HI Bill, I agree with the process you outlined. Customer ID, VIN, lead ID, deal ID, CRM/BMS data, CDP mapping, and de-dupe logic are all part of getting identity resolution right.The piece I’d add is that those methods usually only catch the obvious, rules-based connections. However, there’s another semantic layer (with a robust impeded ID spine) that finds relationships and matches that don’t show up cleanly through standard deterministic logic. We’re using this semantic layer (Darkmath.ai) with clients outside the auto industry mostly but within automotive space we’re using it with Tekion to help consolidate records across multiple rooftops. We’re seeing it add roughly 30% to 50% more matches/relationships deduplicates, depending on the dealer group. So I don’t disagree with your approach. I just think there’s a meaningful layer on top of it that most teams aren’t factoring in yet. Happy to compare notes.
 
Every multi-rooftop dealer group seems to eventually build a data lake, and every one hits the same set of problems. Once you figure out the pipeline, the next one is usually that “one customer” is actually six records scattered across DMS, CRM, and service at five different stores. Rules-based dedup catches the easy ones and drops a good bit of the rest. The fix is resolving identity by meaning to match even the records that don't have many common identifiers. Unify the person first. Then your dashboards and campaigns tell the truth.
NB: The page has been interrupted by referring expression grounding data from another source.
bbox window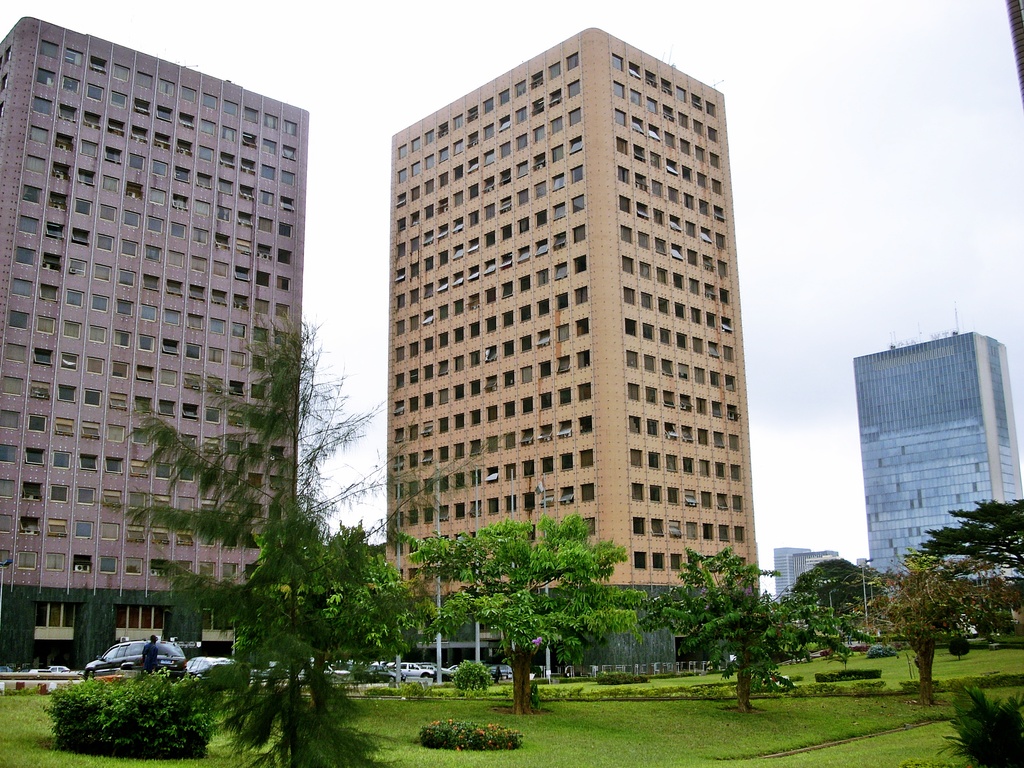
(x1=80, y1=490, x2=93, y2=506)
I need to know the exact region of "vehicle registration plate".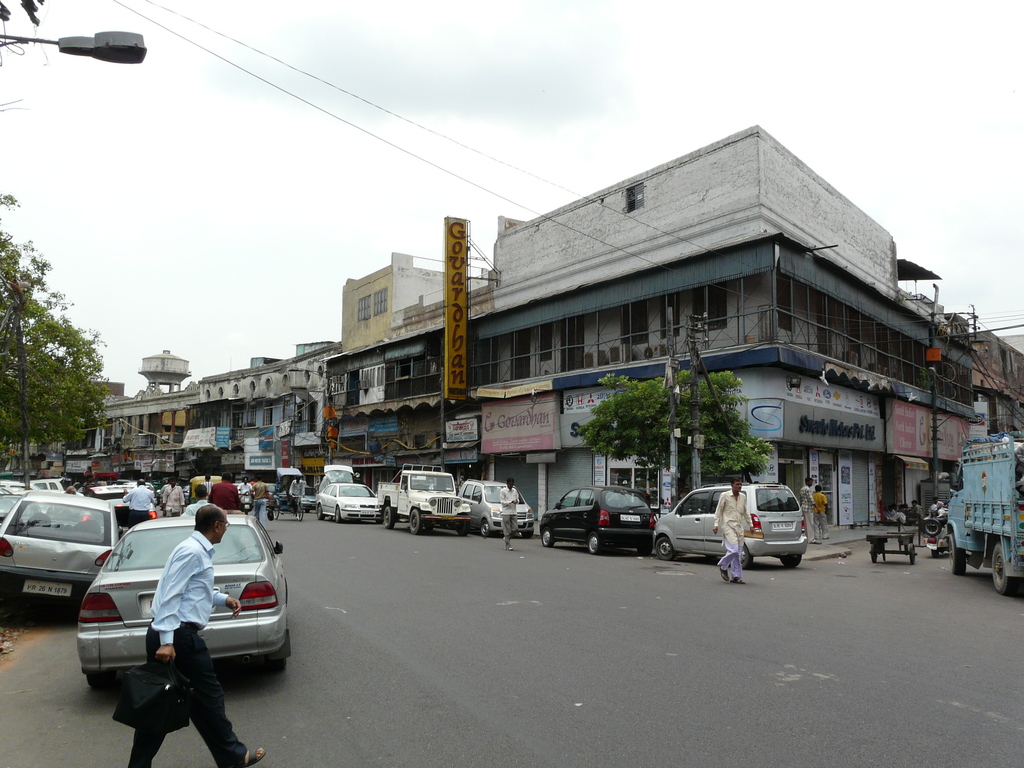
Region: (620,514,639,521).
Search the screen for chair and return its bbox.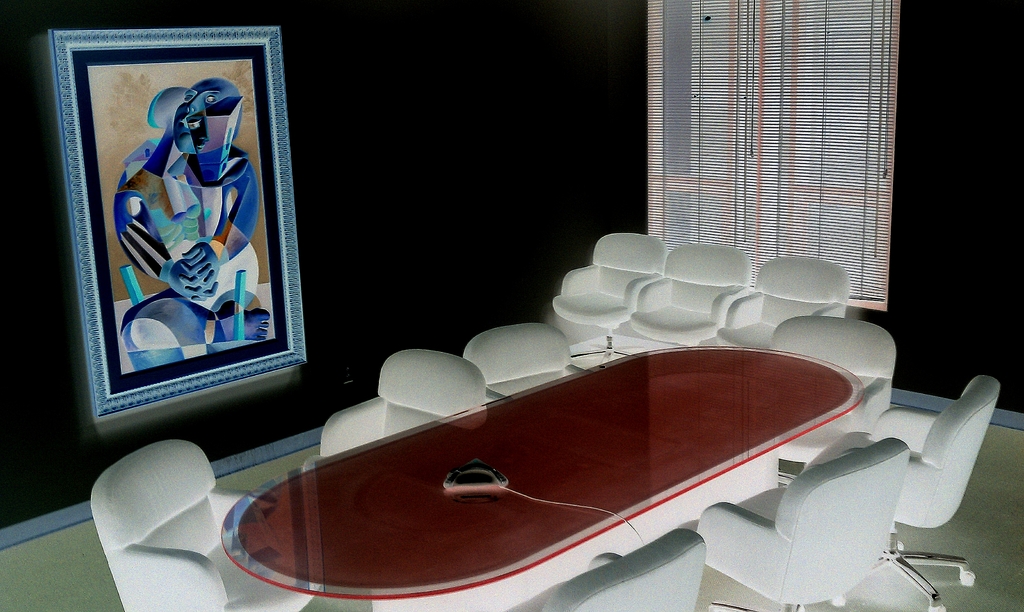
Found: box(320, 353, 481, 437).
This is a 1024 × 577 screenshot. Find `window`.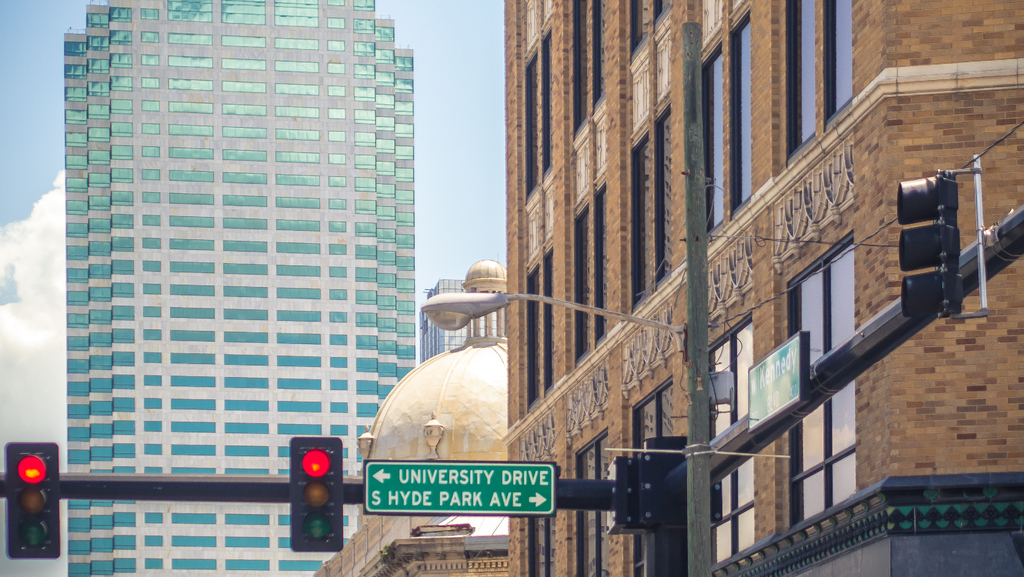
Bounding box: 655:107:671:282.
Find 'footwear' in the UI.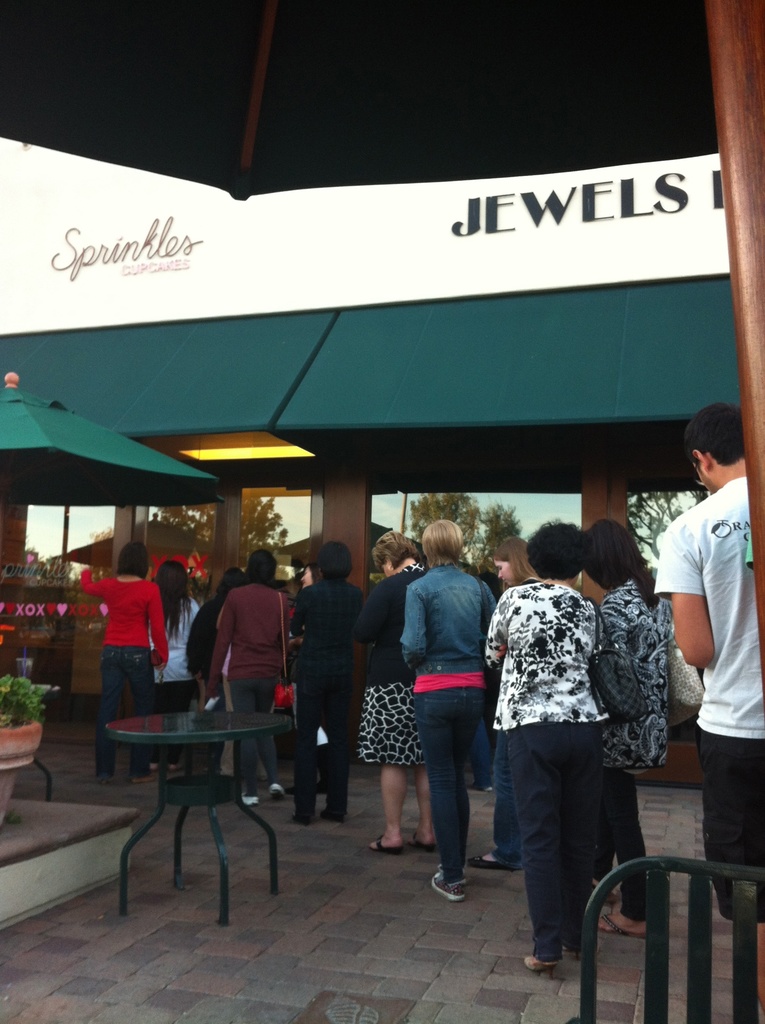
UI element at BBox(289, 813, 317, 820).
This (one customer, multiple records) is key. Even within the same store. Customer once communicated via email and another time with phone. They changed email/phone. The key is to have a communication platform that helps you identify such duplicates and merge them.
 

✨ AI Highlights

A dealer group operator asks for vendor recommendations and advice on building a data lake to power marketing dashboards and CDP audience activation across multiple rooftops. Experienced practitioners share detailed stack recommendations — AWS, Redshift, CDK Data Your Way, DriveCentric, Segment — along with documented architectures, while the thread's dominant insight is that the hardest unsolved problem isn't the pipeline or platform choice but identity resolution: a single customer routinely exists as multiple fragmented records across DMS, CRM, and service systems, and rules-based deduplication misses roughly half of true matches. Consensus points toward investing early in a clean data model, consistent naming conventions, and probabilistic identity resolution before layering on reporting or AI.